Friday, December 26, 2025

People close to you influence your gut bacteria

By Dr. Tim Sandle
SCIENCE EDITOR
DIGITAL JOURNAL 
December 25, 2025


People crowd the beach in Valencia on July 5, 2024 - Copyright AFP ERNESTO BENAVIDES

Microbiologists studying thousands of rats discovered that gut bacteria are shaped by both personal genetics and the genetics of social partners. The research shows how genes promote certain microbes that can spread between individuals living together.

When researchers accounted for this ‘social sharing’, genetic influence on the microbiome turned out to be much stronger than previously thought. The study suggests genes can affect others indirectly, without DNA ever being exchanged.

Genes shape the gut microbiome and researchers found that it is not just our own genes that matter.

In essence, the findings point to a new way genetics and social interactions are connected. Certain commensal gut microbes can move between individuals through close contact.

While genes themselves stay put, microbes do not. The study showed that some genes promote the growth of specific gut bacteria, and those bacteria can spread socially.
Why the gut microbiome matters

The gut microbiome consists of trillions of microorganisms living in the digestive tract. These organisms play important roles in digestion and overall health. Diet and medications are known to strongly influence these microbial communities, but understanding how genetics contributes has been far more challenging.
Social interaction

Genes can shape diet and lifestyle choices, which then influence the gut microbiome. At the same time, families and friends often share food, living spaces, and microbes, making it hard to separate nature from nurture.
Animal models

The researchers used rats for their research since rats share many key aspects of mammalian biology and can be raised under tightly controlled conditions, including identical diets.

Each rat in the study was genetically unique and belonged to one of four separate cohorts. These cohorts were housed at different facilities across the United States and followed different care routines, allowing researchers to test whether genetic effects remained consistent across environments.

By combining genetic data with microbiome profiles from all 4,000 rats, the team identified three genetic regions that consistently influenced gut bacteria across all four cohorts.

The strongest association involved the gene St6galnac1, which adds sugar molecules to the mucus lining of the gut. This gene was linked to higher levels of Paraprevotella, a bacterium believed to feed on these sugars. This connection appeared in every cohort.


Paraprevotella is a Gram-negative, non-spore-forming, pleomorphic and anaerobic genus of bacteria.

There is a possible link to IgA nephropathy, an autoimmune kidney disease. The bacterium Paraprevotella may alter the immunoglobulin IgA, an antibody that normally protects the gut. When altered, IgA can leak into the bloodstream and form clumps that damage the kidneys, which is a defining feature of IgA nephropathy.

A second genetic region included several mucin genes that help form the gut’s protective mucus layer and was associated with bacteria from the Firmicutes group. A third region contained the Pip gene, which produces an antibacterial molecule, and was linked to bacteria from the Muribaculaceae family. These bacteria are common in rodents and are also found in humans

.Bacteriologist taking a bacterial culture from a Petri dish. Image: Tim Sandle
Key findings

The researchers developed a computational model to separate the influence of a rat’s own genes on its gut microbes from the influence of its social partners.

The scientists found that the abundance of some Muribaculaceae bacteria was shaped by both direct and indirect genetic influences. This indicates that certain genetic effects can spread socially through the exchange of microbes.


Muribaculaceae are major utilisers of mucus-derived monosaccharides in the gut.
Research significance

The large size of the study allowed researchers to estimate how much of a rat’s microbiome was shaped by its own genes versus the genes of the rats it lived with.

A familiar example of this concept, known as indirect genetic effects, occurs when a mother’s genes influence her offspring’s growth or immune system through the environment she provides.

What the research points to is that genetic effects from one individual can spread through social groups by way of gut microbes, changing the biology of others without altering their DNA. This means we need to consider how genes shape not only an individual’s disease risk, but also the disease risk of people around them.

The research appears in the journal Nature Communications, titled “Genetic architecture and mechanisms of host-microbiome interactions from a multi-cohort analysis of outbred laboratory rats”.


## Work instruction
Say how many lines of the listing below include the word "billion", with no other output.

## Records provided
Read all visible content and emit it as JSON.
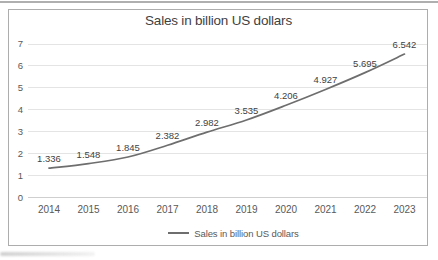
{
  "chart_data": {
    "type": "line",
    "title": "Sales in billion US dollars",
    "categories": [
      "2014",
      "2015",
      "2016",
      "2017",
      "2018",
      "2019",
      "2020",
      "2021",
      "2022",
      "2023"
    ],
    "series": [
      {
        "name": "Sales in billion US dollars",
        "values": [
          1.336,
          1.548,
          1.845,
          2.382,
          2.982,
          3.535,
          4.206,
          4.927,
          5.695,
          6.542
        ],
        "color": "#6e6e6e"
      }
    ],
    "data_labels": [
      "1.336",
      "1.548",
      "1.845",
      "2.382",
      "2.982",
      "3.535",
      "4.206",
      "4.927",
      "5.695",
      "6.542"
    ],
    "xlabel": "",
    "ylabel": "",
    "ylim": [
      0,
      7
    ],
    "ytick_step": 1,
    "yticks": [
      "0",
      "1",
      "2",
      "3",
      "4",
      "5",
      "6",
      "7"
    ],
    "grid": true,
    "smoothed_line": true,
    "legend_position": "bottom"
  },
  "colors": {
    "line": "#6e6e6e",
    "grid": "#e4e4e4",
    "axis": "#cfcfcf",
    "tick_label": "#595959",
    "data_label": "#3f3f3f",
    "title": "#3f3f3f",
    "legend_text": "#595959",
    "frame_border": "#adadad"
  }
}
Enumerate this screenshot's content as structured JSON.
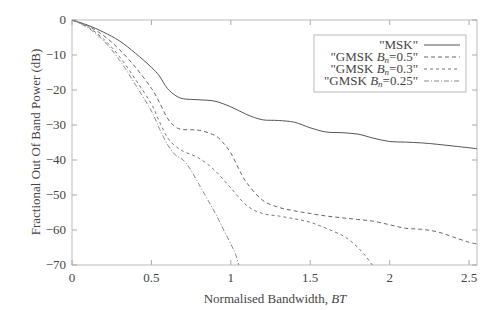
{
  "chart_data": {
    "type": "line",
    "title": "",
    "xlabel": "Normalised Bandwidth, BT",
    "xlabel_plain": "Normalised Bandwidth, ",
    "xlabel_italic": "BT",
    "ylabel": "Fractional Out Of Band Power (dB)",
    "xlim": [
      0,
      2.55
    ],
    "ylim": [
      -70,
      0
    ],
    "xticks": [
      0,
      0.5,
      1,
      1.5,
      2,
      2.5
    ],
    "xtick_labels": [
      "0",
      "0.5",
      "1",
      "1.5",
      "2",
      "2.5"
    ],
    "yticks": [
      0,
      -10,
      -20,
      -30,
      -40,
      -50,
      -60,
      -70
    ],
    "ytick_labels": [
      "0",
      "−10",
      "−20",
      "−30",
      "−40",
      "−50",
      "−60",
      "−70"
    ],
    "grid": false,
    "legend_position": "upper right",
    "series": [
      {
        "name": "\"MSK\"",
        "legend_prefix": "\"MSK\"",
        "legend_sub": "",
        "legend_suffix": "",
        "style": "solid",
        "color": "#555555",
        "x": [
          0,
          0.1,
          0.2,
          0.3,
          0.4,
          0.5,
          0.55,
          0.6,
          0.65,
          0.7,
          0.8,
          0.9,
          1.0,
          1.1,
          1.2,
          1.3,
          1.4,
          1.5,
          1.6,
          1.7,
          1.8,
          1.9,
          2.0,
          2.1,
          2.2,
          2.3,
          2.4,
          2.5,
          2.55
        ],
        "y": [
          0,
          -1.5,
          -3.5,
          -6,
          -9.5,
          -13.5,
          -16,
          -19.5,
          -21.5,
          -22.5,
          -22.8,
          -23.2,
          -24.8,
          -27,
          -28.5,
          -28.7,
          -29.2,
          -30.8,
          -32,
          -32.2,
          -32.6,
          -33.8,
          -34.7,
          -34.9,
          -35.1,
          -35.5,
          -36,
          -36.5,
          -36.8
        ]
      },
      {
        "name": "\"GMSK B_n=0.5\"",
        "legend_prefix": "\"GMSK ",
        "legend_sub": "n",
        "legend_suffix": "=0.5\"",
        "style": "dashed",
        "dash": "4,3",
        "color": "#666666",
        "x": [
          0,
          0.1,
          0.2,
          0.3,
          0.4,
          0.5,
          0.55,
          0.6,
          0.65,
          0.7,
          0.8,
          0.9,
          0.95,
          1.0,
          1.05,
          1.1,
          1.2,
          1.3,
          1.4,
          1.5,
          1.6,
          1.7,
          1.8,
          1.9,
          2.0,
          2.1,
          2.2,
          2.3,
          2.4,
          2.5,
          2.55
        ],
        "y": [
          0,
          -1.7,
          -4.5,
          -8.5,
          -13.5,
          -19.5,
          -23.5,
          -28,
          -30.5,
          -31.3,
          -31.5,
          -33,
          -35,
          -38,
          -42.5,
          -46.5,
          -51.5,
          -53.5,
          -54.5,
          -55.3,
          -56,
          -56.5,
          -57,
          -57.5,
          -58.5,
          -59.5,
          -59.8,
          -60.5,
          -62,
          -63.5,
          -64
        ]
      },
      {
        "name": "\"GMSK B_n=0.3\"",
        "legend_prefix": "\"GMSK ",
        "legend_sub": "n",
        "legend_suffix": "=0.3\"",
        "style": "dashed",
        "dash": "3,3",
        "color": "#777777",
        "x": [
          0,
          0.1,
          0.2,
          0.3,
          0.4,
          0.5,
          0.55,
          0.6,
          0.65,
          0.7,
          0.8,
          0.9,
          1.0,
          1.1,
          1.2,
          1.3,
          1.4,
          1.5,
          1.6,
          1.7,
          1.75,
          1.8,
          1.85,
          1.89
        ],
        "y": [
          0,
          -2,
          -5.5,
          -10.5,
          -17,
          -24,
          -29,
          -33.5,
          -36,
          -37.5,
          -39.5,
          -43,
          -48,
          -53,
          -55.3,
          -56,
          -56.8,
          -57.8,
          -59.5,
          -61.5,
          -63,
          -65,
          -67.5,
          -70
        ]
      },
      {
        "name": "\"GMSK B_n=0.25\"",
        "legend_prefix": "\"GMSK ",
        "legend_sub": "n",
        "legend_suffix": "=0.25\"",
        "style": "dashdot",
        "dash": "5,2,1,2",
        "color": "#888888",
        "x": [
          0,
          0.1,
          0.2,
          0.3,
          0.4,
          0.5,
          0.55,
          0.6,
          0.65,
          0.7,
          0.75,
          0.8,
          0.85,
          0.9,
          0.95,
          1.0,
          1.03,
          1.05
        ],
        "y": [
          0,
          -2.2,
          -6,
          -11.5,
          -18.5,
          -26,
          -31,
          -35.5,
          -38.5,
          -40,
          -43,
          -47,
          -51,
          -55,
          -59.5,
          -64,
          -67,
          -70
        ]
      }
    ]
  }
}
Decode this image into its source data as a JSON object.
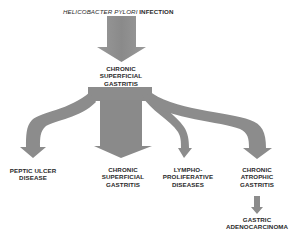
{
  "diagram": {
    "title": {
      "organism": "HELICOBACTER PYLORI",
      "suffix": "INFECTION"
    },
    "nodes": {
      "root": {
        "lines": [
          "CHRONIC",
          "SUPERFICIAL",
          "GASTRITIS"
        ]
      },
      "peptic_ulcer": {
        "lines": [
          "PEPTIC ULCER",
          "DISEASE"
        ]
      },
      "chronic_superficial": {
        "lines": [
          "CHRONIC",
          "SUPERFICIAL",
          "GASTRITIS"
        ]
      },
      "lymphoproliferative": {
        "lines": [
          "LYMPHO-",
          "PROLIFERATIVE",
          "DISEASES"
        ]
      },
      "chronic_atrophic": {
        "lines": [
          "CHRONIC",
          "ATROPHIC",
          "GASTRITIS"
        ]
      },
      "gastric_adenocarcinoma": {
        "lines": [
          "GASTRIC",
          "ADENOCARCINOMA"
        ]
      }
    },
    "edges": [
      {
        "from": "infection",
        "to": "root"
      },
      {
        "from": "root",
        "to": "peptic_ulcer"
      },
      {
        "from": "root",
        "to": "chronic_superficial"
      },
      {
        "from": "root",
        "to": "lymphoproliferative"
      },
      {
        "from": "root",
        "to": "chronic_atrophic"
      },
      {
        "from": "chronic_atrophic",
        "to": "gastric_adenocarcinoma"
      }
    ],
    "colors": {
      "arrow": "#8c8c8c",
      "text": "#2a2a2a"
    }
  }
}
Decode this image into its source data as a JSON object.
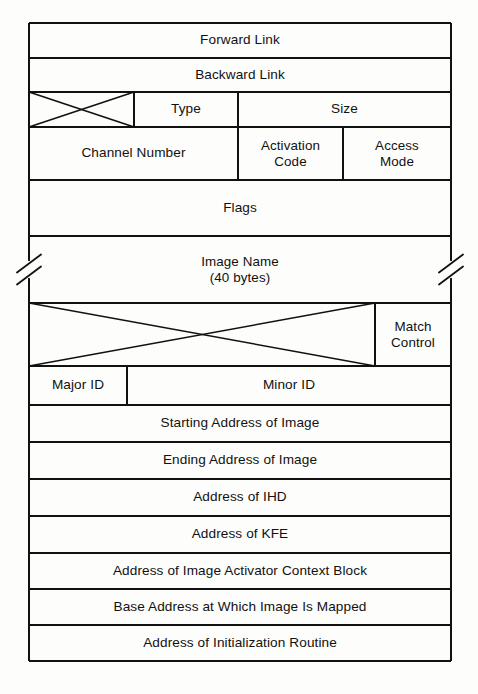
{
  "diagram": {
    "type": "memory-structure-layout",
    "colors": {
      "background": "#fdfdfb",
      "line": "#111111",
      "text": "#111111"
    },
    "geometry": {
      "left": 29,
      "right": 451,
      "top": 23,
      "bottom": 661
    },
    "rows": [
      {
        "name": "forward-link",
        "y": 23,
        "height": 35,
        "fields": [
          {
            "name": "forward-link",
            "label": "Forward Link",
            "x": 29,
            "width": 422,
            "kind": "text"
          }
        ]
      },
      {
        "name": "backward-link",
        "y": 58,
        "height": 34,
        "fields": [
          {
            "name": "backward-link",
            "label": "Backward Link",
            "x": 29,
            "width": 422,
            "kind": "text"
          }
        ]
      },
      {
        "name": "type-size",
        "y": 92,
        "height": 35,
        "fields": [
          {
            "name": "unused-crossed-box",
            "label": "",
            "x": 29,
            "width": 105,
            "kind": "crossed"
          },
          {
            "name": "type",
            "label": "Type",
            "x": 134,
            "width": 104,
            "kind": "text"
          },
          {
            "name": "size",
            "label": "Size",
            "x": 238,
            "width": 213,
            "kind": "text"
          }
        ]
      },
      {
        "name": "channel-activation-access",
        "y": 127,
        "height": 53,
        "fields": [
          {
            "name": "channel-number",
            "label": "Channel Number",
            "x": 29,
            "width": 209,
            "kind": "text"
          },
          {
            "name": "activation-code",
            "label": "Activation\nCode",
            "x": 238,
            "width": 105,
            "kind": "text"
          },
          {
            "name": "access-mode",
            "label": "Access\nMode",
            "x": 343,
            "width": 108,
            "kind": "text"
          }
        ]
      },
      {
        "name": "flags",
        "y": 180,
        "height": 56,
        "fields": [
          {
            "name": "flags",
            "label": "Flags",
            "x": 29,
            "width": 422,
            "kind": "text"
          }
        ]
      },
      {
        "name": "image-name",
        "y": 236,
        "height": 67,
        "breaks": true,
        "fields": [
          {
            "name": "image-name",
            "label": "Image Name\n(40 bytes)",
            "x": 29,
            "width": 422,
            "kind": "text"
          }
        ]
      },
      {
        "name": "match-control",
        "y": 303,
        "height": 63,
        "fields": [
          {
            "name": "unused-crossed-box-large",
            "label": "",
            "x": 29,
            "width": 346,
            "kind": "crossed"
          },
          {
            "name": "match-control",
            "label": "Match\nControl",
            "x": 375,
            "width": 76,
            "kind": "text"
          }
        ]
      },
      {
        "name": "major-minor-id",
        "y": 366,
        "height": 39,
        "fields": [
          {
            "name": "major-id",
            "label": "Major ID",
            "x": 29,
            "width": 98,
            "kind": "text"
          },
          {
            "name": "minor-id",
            "label": "Minor ID",
            "x": 127,
            "width": 324,
            "kind": "text"
          }
        ]
      },
      {
        "name": "starting-address",
        "y": 405,
        "height": 37,
        "fields": [
          {
            "name": "starting-address-of-image",
            "label": "Starting Address of Image",
            "x": 29,
            "width": 422,
            "kind": "text"
          }
        ]
      },
      {
        "name": "ending-address",
        "y": 442,
        "height": 37,
        "fields": [
          {
            "name": "ending-address-of-image",
            "label": "Ending Address of Image",
            "x": 29,
            "width": 422,
            "kind": "text"
          }
        ]
      },
      {
        "name": "address-ihd",
        "y": 479,
        "height": 37,
        "fields": [
          {
            "name": "address-of-ihd",
            "label": "Address of IHD",
            "x": 29,
            "width": 422,
            "kind": "text"
          }
        ]
      },
      {
        "name": "address-kfe",
        "y": 516,
        "height": 37,
        "fields": [
          {
            "name": "address-of-kfe",
            "label": "Address of KFE",
            "x": 29,
            "width": 422,
            "kind": "text"
          }
        ]
      },
      {
        "name": "address-iacb",
        "y": 553,
        "height": 36,
        "fields": [
          {
            "name": "address-of-image-activator-context-block",
            "label": "Address of Image Activator Context Block",
            "x": 29,
            "width": 422,
            "kind": "text"
          }
        ]
      },
      {
        "name": "base-address",
        "y": 589,
        "height": 36,
        "fields": [
          {
            "name": "base-address-at-which-image-is-mapped",
            "label": "Base Address at Which Image Is Mapped",
            "x": 29,
            "width": 422,
            "kind": "text"
          }
        ]
      },
      {
        "name": "address-init-routine",
        "y": 625,
        "height": 36,
        "fields": [
          {
            "name": "address-of-initialization-routine",
            "label": "Address of Initialization Routine",
            "x": 29,
            "width": 422,
            "kind": "text"
          }
        ]
      }
    ]
  }
}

## Reply
2